**What the task asks**
Please repeat the lines below, exactly and only, from the one that holds "Identify the location" through the one that holds "What do you see at coordinates (233, 238)".
-- Materials provided follows --
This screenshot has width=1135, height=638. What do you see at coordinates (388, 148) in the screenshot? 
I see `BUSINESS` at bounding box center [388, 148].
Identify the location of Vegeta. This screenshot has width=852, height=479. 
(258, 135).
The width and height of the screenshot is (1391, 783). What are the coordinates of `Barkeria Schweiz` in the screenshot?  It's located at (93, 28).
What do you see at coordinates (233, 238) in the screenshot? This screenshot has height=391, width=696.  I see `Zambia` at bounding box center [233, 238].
-- Materials provided concluded --
-- Materials provided follows --
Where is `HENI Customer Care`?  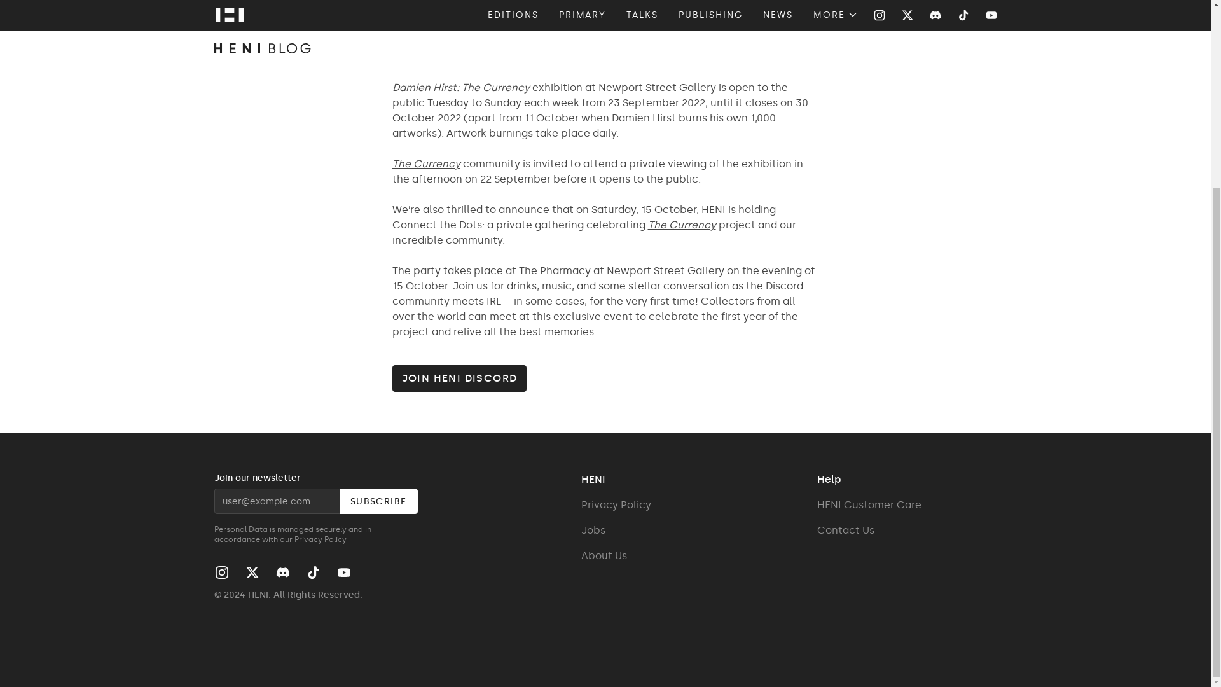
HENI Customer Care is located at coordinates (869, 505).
-- Materials provided concluded --
-- Materials provided follows --
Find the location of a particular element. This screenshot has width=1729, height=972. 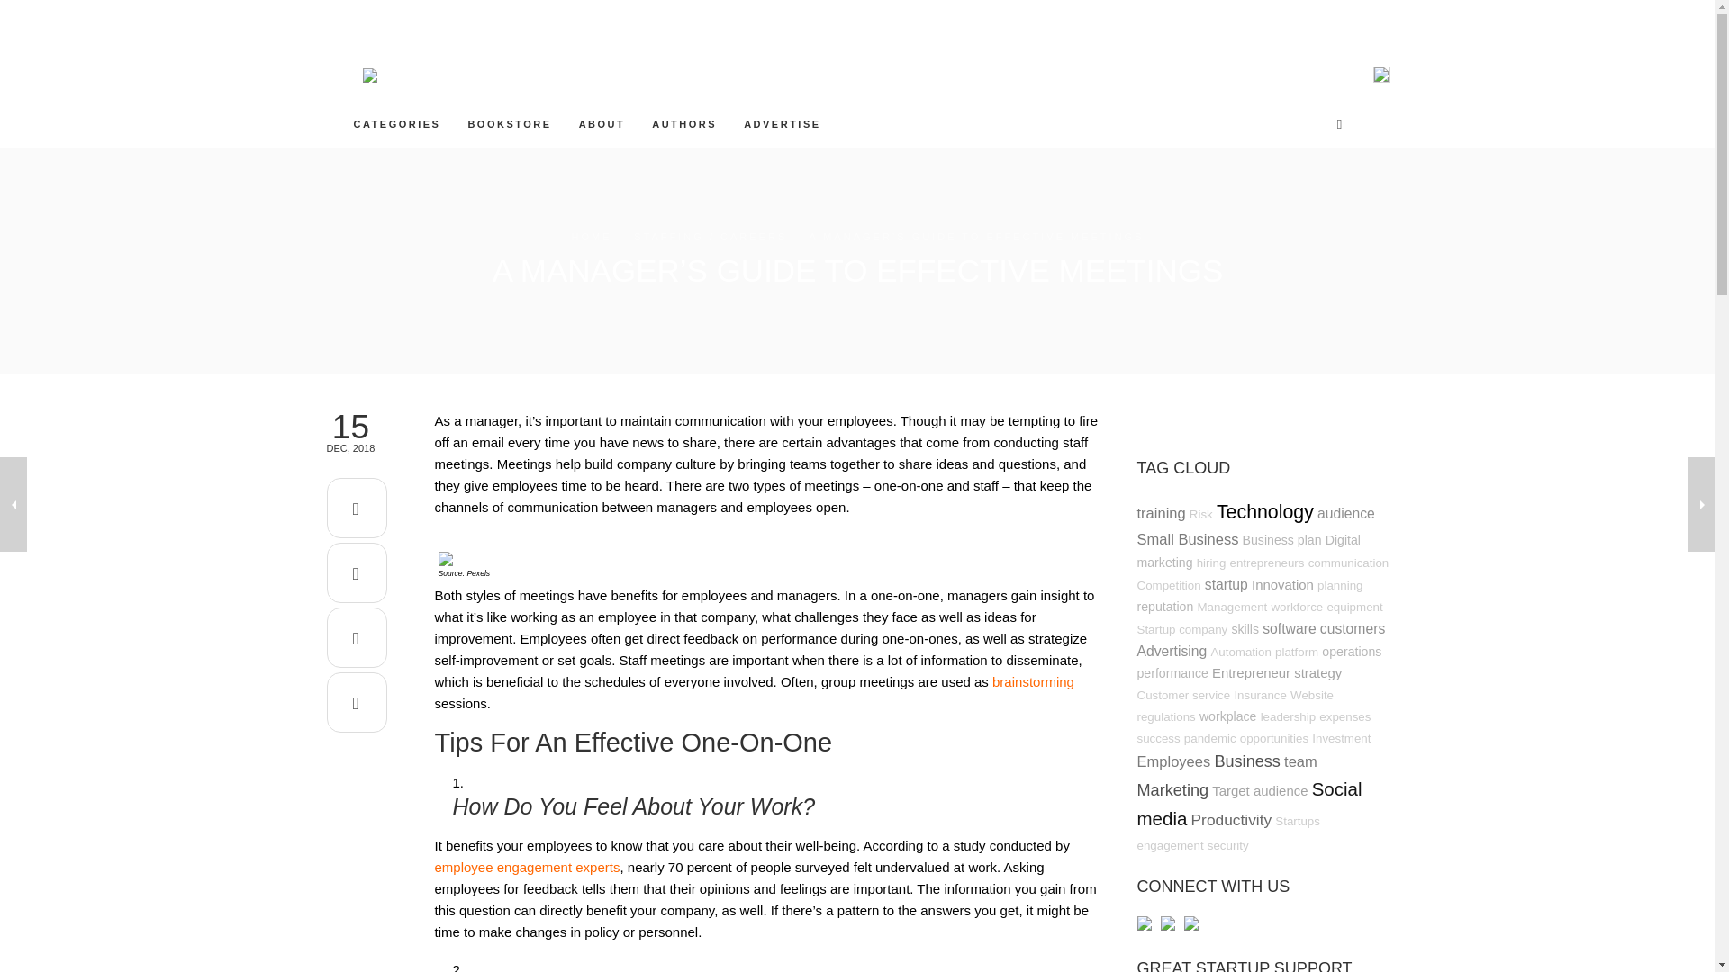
-- Materials provided concluded --
**Response**
Identify the location of Vegeta. This screenshot has width=852, height=479. 
(258, 135).
The width and height of the screenshot is (1391, 783). What are the coordinates of `Barkeria Schweiz` in the screenshot?  It's located at (93, 28).
What do you see at coordinates (233, 238) in the screenshot? This screenshot has height=391, width=696.  I see `Zambia` at bounding box center [233, 238].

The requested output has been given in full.